Symbols of the world's religions

               

A DISGUISED OPPORTUNITY

Meher Baba

 
Most persons enter into married life as a matter of course, but marriage will become a help or a hindrance according to the manner in which it is handled. There is no doubt that some of the immense spiritual possibilities are accessible through a married life, but all this depends upon having the right attitude.

From the spiritual point of view, married life will be a success only if it is thoroughly determined by the vision of Truth. It cannot offer much if it is based upon nothing more than the limited motives of mere sex, or if it is inspired by considerations which usually prevail in business partnership. It has to be undertaken as a real spiritual enterprise which is intended to discover what life can be at its best. When the two partners launch together upon the spiritual adventure of exploring the higher possibilities of spirit, they cannot at the outset limit their experiment by any nice calculations concerning the nature and amount of individual gain.

Married life almost always makes many demands upon both partners for mutual adjustment and understanding, and creates many problems which were not originally expected. Though this might in a sense be true of life in general it is particularly true of married life.

In married life two souls get linked in many ways, with the result that they are called upon to tackle the whole complex problem of personality rather than any simple problem created by some isolated desire. This is precisely why married life is utterly different from promiscuous sex relations. Promiscuous sex attempts to separate the problem of sex from other needs of the developing personality and seeks to solve it in isolation from them. Although this kind of solution might seem to be easy, it turns out to be very superficial and has the further disadvantage of side-tracking the aspirant from attempting the real solution.

The relative values of the various sides of the limited personality can best be appreciated when they become intertwined and appear in varied settings and perspectives. It is difficult to discriminate between them if they appear fitfully in a disconnected series. In married life there is ample room for varied experience, with the result that the different tendencies latent in the mind begin to organise around the crystallised scheme of married life. This organisation of varied purposes not only provides an unlimited field for discrimination between the higher and lower values but also creates between them a necessary tension which requires and calls forth effective and intelligent sublimation.

In one sense married life may be looked upon as the intensification of most human problems. As such it becomes the rallying ground for the forces of bondage as well as for the forces of freedom, the factors of ignorance as well as the factors of light. As the married life of ordinary persons is determined by mixed motives and considerations, it inevitably invites an uncompromising opposition between the higher and the lower self. Such opposition is necessary for the wearing out of the lower self and the dawning of the true Divine Self.

Married life develops so many points of contact between two souls that severance of all connection would mean the unsettlement and derangement of practically the whole tenor of life. Since this difficulty of breaking away from one another invites and precipitates inner readjustment, marriage is really a disguised opportunity for the souls to establish a real and lasting understanding which can cope with the most complex and delicate situations.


- **What the task asks**: The records are to be copied word for word, and the pictures dropped.
══════════
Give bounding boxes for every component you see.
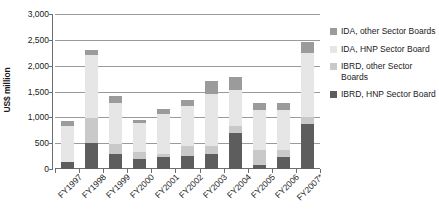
legend-swatch-ibrd-other [330, 63, 337, 70]
bar-segment[interactable] [109, 96, 122, 104]
y-axis-tick-mark [49, 92, 53, 93]
legend-item[interactable]: IBRD, HNP Sector Board [330, 89, 438, 100]
bar-segment[interactable] [229, 90, 242, 126]
bar-segment[interactable] [205, 94, 218, 146]
bar-segment[interactable] [277, 110, 290, 151]
legend-swatch-ibrd-hnp [330, 91, 337, 98]
bar-segment[interactable] [229, 77, 242, 90]
legend-swatch-ida-other [330, 28, 337, 35]
bar-segment[interactable] [109, 144, 122, 153]
bar-segment[interactable] [181, 146, 194, 156]
legend-item[interactable]: IDA, HNP Sector Board [330, 44, 438, 55]
y-axis-tick-label: 2,000 [28, 61, 49, 71]
bars-layer [55, 14, 320, 169]
y-axis-tick-mark [49, 40, 53, 41]
y-axis-tick-labels: 05001,0001,5002,0002,5003,000 [14, 14, 52, 169]
bar-group[interactable] [61, 121, 74, 169]
bar-group[interactable] [109, 96, 122, 169]
bar-segment[interactable] [61, 126, 74, 162]
legend-item-label: IBRD, other Sector Boards [341, 61, 438, 82]
y-axis-tick-mark [49, 143, 53, 144]
bar-segment[interactable] [85, 55, 98, 119]
bar-segment[interactable] [61, 162, 74, 169]
bar-segment[interactable] [85, 118, 98, 143]
bar-segment[interactable] [301, 53, 314, 117]
y-axis-tick-label: 1,500 [28, 87, 49, 97]
bar-group[interactable] [181, 100, 194, 169]
bar-segment[interactable] [133, 123, 146, 152]
bar-segment[interactable] [157, 157, 170, 169]
y-axis-tick-mark [49, 66, 53, 67]
bar-group[interactable] [277, 103, 290, 169]
bar-group[interactable] [229, 77, 242, 169]
y-axis-tick-label: 500 [35, 138, 49, 148]
y-axis-tick-label: 3,000 [28, 9, 49, 19]
chart-legend: IDA, other Sector BoardsIDA, HNP Sector … [330, 26, 438, 107]
legend-item-label: IDA, HNP Sector Board [341, 44, 430, 55]
stacked-bar-chart: US$ million 05001,0001,5002,0002,5003,00… [0, 0, 439, 224]
bar-segment[interactable] [109, 103, 122, 144]
legend-item-label: IBRD, HNP Sector Board [341, 89, 436, 100]
x-axis-tick-label: FY2000 [128, 172, 156, 200]
bar-segment[interactable] [229, 133, 242, 169]
x-axis-tick-label: FY1997 [56, 172, 84, 200]
bar-group[interactable] [85, 50, 98, 169]
bar-segment[interactable] [181, 156, 194, 169]
bar-segment[interactable] [301, 42, 314, 53]
x-axis-tick-label: FY2001 [152, 172, 180, 200]
x-axis-tick-label: FY2005 [249, 172, 277, 200]
bar-segment[interactable] [301, 117, 314, 124]
bar-group[interactable] [133, 120, 146, 169]
bar-segment[interactable] [181, 106, 194, 146]
legend-item-label: IDA, other Sector Boards [341, 26, 436, 37]
bar-segment[interactable] [205, 81, 218, 93]
y-axis-tick-label: 1,000 [28, 112, 49, 122]
bar-segment[interactable] [133, 152, 146, 159]
bar-segment[interactable] [157, 114, 170, 153]
bar-segment[interactable] [253, 110, 266, 150]
y-axis-tick-mark [49, 117, 53, 118]
bar-segment[interactable] [109, 154, 122, 170]
bar-group[interactable] [205, 81, 218, 169]
bar-segment[interactable] [277, 150, 290, 157]
bar-segment[interactable] [229, 126, 242, 133]
x-axis-tick-labels: FY1997FY1998FY1999FY2000FY2001FY2002FY20… [55, 172, 340, 224]
bar-segment[interactable] [85, 143, 98, 169]
plot-area [55, 14, 320, 169]
bar-group[interactable] [301, 42, 314, 169]
y-axis-tick-mark [49, 169, 53, 170]
bar-segment[interactable] [205, 154, 218, 170]
y-axis-tick-mark [49, 14, 53, 15]
legend-item[interactable]: IBRD, other Sector Boards [330, 61, 438, 82]
x-axis-tick-label: FY2002 [177, 172, 205, 200]
bar-segment[interactable] [253, 150, 266, 166]
y-axis-title-label: US$ million [2, 67, 12, 112]
bar-segment[interactable] [301, 124, 314, 169]
legend-swatch-ida-hnp [330, 46, 337, 53]
y-axis-tick-label: 2,500 [28, 35, 49, 45]
bar-group[interactable] [253, 103, 266, 169]
x-axis-tick-label: FY1998 [80, 172, 108, 200]
y-axis-title: US$ million [0, 0, 14, 180]
bar-group[interactable] [157, 109, 170, 169]
legend-item[interactable]: IDA, other Sector Boards [330, 26, 438, 37]
bar-segment[interactable] [133, 159, 146, 169]
bar-segment[interactable] [277, 157, 290, 169]
x-axis-tick-label: FY2004 [225, 172, 253, 200]
bar-segment[interactable] [205, 146, 218, 154]
x-axis-tick-label: FY1999 [104, 172, 132, 200]
x-axis-tick-label: FY2003 [201, 172, 229, 200]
══════════
- **Answer**:
Give bounding boxes for every component you see.
legend-swatch-ibrd-other [330, 63, 337, 70]
bar-segment[interactable] [109, 96, 122, 104]
y-axis-tick-mark [49, 92, 53, 93]
legend-item[interactable]: IBRD, HNP Sector Board [330, 89, 438, 100]
bar-segment[interactable] [229, 90, 242, 126]
bar-segment[interactable] [205, 94, 218, 146]
bar-segment[interactable] [277, 110, 290, 151]
legend-swatch-ibrd-hnp [330, 91, 337, 98]
bar-segment[interactable] [229, 77, 242, 90]
legend-swatch-ida-other [330, 28, 337, 35]
bar-segment[interactable] [109, 144, 122, 153]
bar-segment[interactable] [181, 146, 194, 156]
legend-item[interactable]: IDA, HNP Sector Board [330, 44, 438, 55]
y-axis-tick-label: 2,000 [28, 61, 49, 71]
bars-layer [55, 14, 320, 169]
y-axis-tick-mark [49, 40, 53, 41]
y-axis-tick-labels: 05001,0001,5002,0002,5003,000 [14, 14, 52, 169]
bar-group[interactable] [61, 121, 74, 169]
bar-group[interactable] [109, 96, 122, 169]
bar-segment[interactable] [61, 126, 74, 162]
legend-item-label: IBRD, other Sector Boards [341, 61, 438, 82]
y-axis-tick-mark [49, 143, 53, 144]
bar-segment[interactable] [85, 55, 98, 119]
bar-segment[interactable] [61, 162, 74, 169]
bar-segment[interactable] [85, 118, 98, 143]
bar-segment[interactable] [301, 53, 314, 117]
y-axis-tick-label: 1,500 [28, 87, 49, 97]
bar-group[interactable] [181, 100, 194, 169]
bar-segment[interactable] [133, 123, 146, 152]
bar-segment[interactable] [157, 157, 170, 169]
y-axis-tick-mark [49, 66, 53, 67]
bar-group[interactable] [277, 103, 290, 169]
bar-group[interactable] [229, 77, 242, 169]
y-axis-tick-label: 500 [35, 138, 49, 148]
y-axis-tick-label: 3,000 [28, 9, 49, 19]
chart-legend: IDA, other Sector BoardsIDA, HNP Sector … [330, 26, 438, 107]
legend-item-label: IDA, HNP Sector Board [341, 44, 430, 55]
stacked-bar-chart: US$ million 05001,0001,5002,0002,5003,00… [0, 0, 439, 224]
bar-segment[interactable] [109, 103, 122, 144]
legend-item-label: IBRD, HNP Sector Board [341, 89, 436, 100]
x-axis-tick-label: FY2000 [128, 172, 156, 200]
bar-segment[interactable] [229, 133, 242, 169]
x-axis-tick-label: FY1997 [56, 172, 84, 200]
bar-group[interactable] [85, 50, 98, 169]
bar-segment[interactable] [181, 156, 194, 169]
bar-segment[interactable] [301, 42, 314, 53]
x-axis-tick-label: FY2001 [152, 172, 180, 200]
x-axis-tick-label: FY2005 [249, 172, 277, 200]
bar-segment[interactable] [301, 117, 314, 124]
bar-group[interactable] [133, 120, 146, 169]
bar-segment[interactable] [181, 106, 194, 146]
legend-item-label: IDA, other Sector Boards [341, 26, 436, 37]
bar-segment[interactable] [205, 81, 218, 93]
y-axis-tick-label: 1,000 [28, 112, 49, 122]
bar-segment[interactable] [133, 152, 146, 159]
bar-segment[interactable] [157, 114, 170, 153]
bar-segment[interactable] [253, 110, 266, 150]
y-axis-tick-mark [49, 117, 53, 118]
bar-segment[interactable] [109, 154, 122, 170]
bar-group[interactable] [205, 81, 218, 169]
bar-segment[interactable] [277, 150, 290, 157]
bar-segment[interactable] [229, 126, 242, 133]
x-axis-tick-labels: FY1997FY1998FY1999FY2000FY2001FY2002FY20… [55, 172, 340, 224]
bar-segment[interactable] [85, 143, 98, 169]
plot-area [55, 14, 320, 169]
bar-group[interactable] [301, 42, 314, 169]
y-axis-tick-mark [49, 169, 53, 170]
bar-segment[interactable] [205, 154, 218, 170]
y-axis-tick-mark [49, 14, 53, 15]
legend-item[interactable]: IBRD, other Sector Boards [330, 61, 438, 82]
x-axis-tick-label: FY2002 [177, 172, 205, 200]
bar-segment[interactable] [253, 150, 266, 166]
y-axis-title-label: US$ million [2, 67, 12, 112]
bar-segment[interactable] [301, 124, 314, 169]
legend-swatch-ida-hnp [330, 46, 337, 53]
y-axis-tick-label: 2,500 [28, 35, 49, 45]
bar-group[interactable] [253, 103, 266, 169]
x-axis-tick-label: FY1998 [80, 172, 108, 200]
y-axis-title: US$ million [0, 0, 14, 180]
bar-group[interactable] [157, 109, 170, 169]
legend-item[interactable]: IDA, other Sector Boards [330, 26, 438, 37]
bar-segment[interactable] [133, 159, 146, 169]
bar-segment[interactable] [277, 157, 290, 169]
x-axis-tick-label: FY2004 [225, 172, 253, 200]
bar-segment[interactable] [205, 146, 218, 154]
x-axis-tick-label: FY1999 [104, 172, 132, 200]
x-axis-tick-label: FY2003 [201, 172, 229, 200]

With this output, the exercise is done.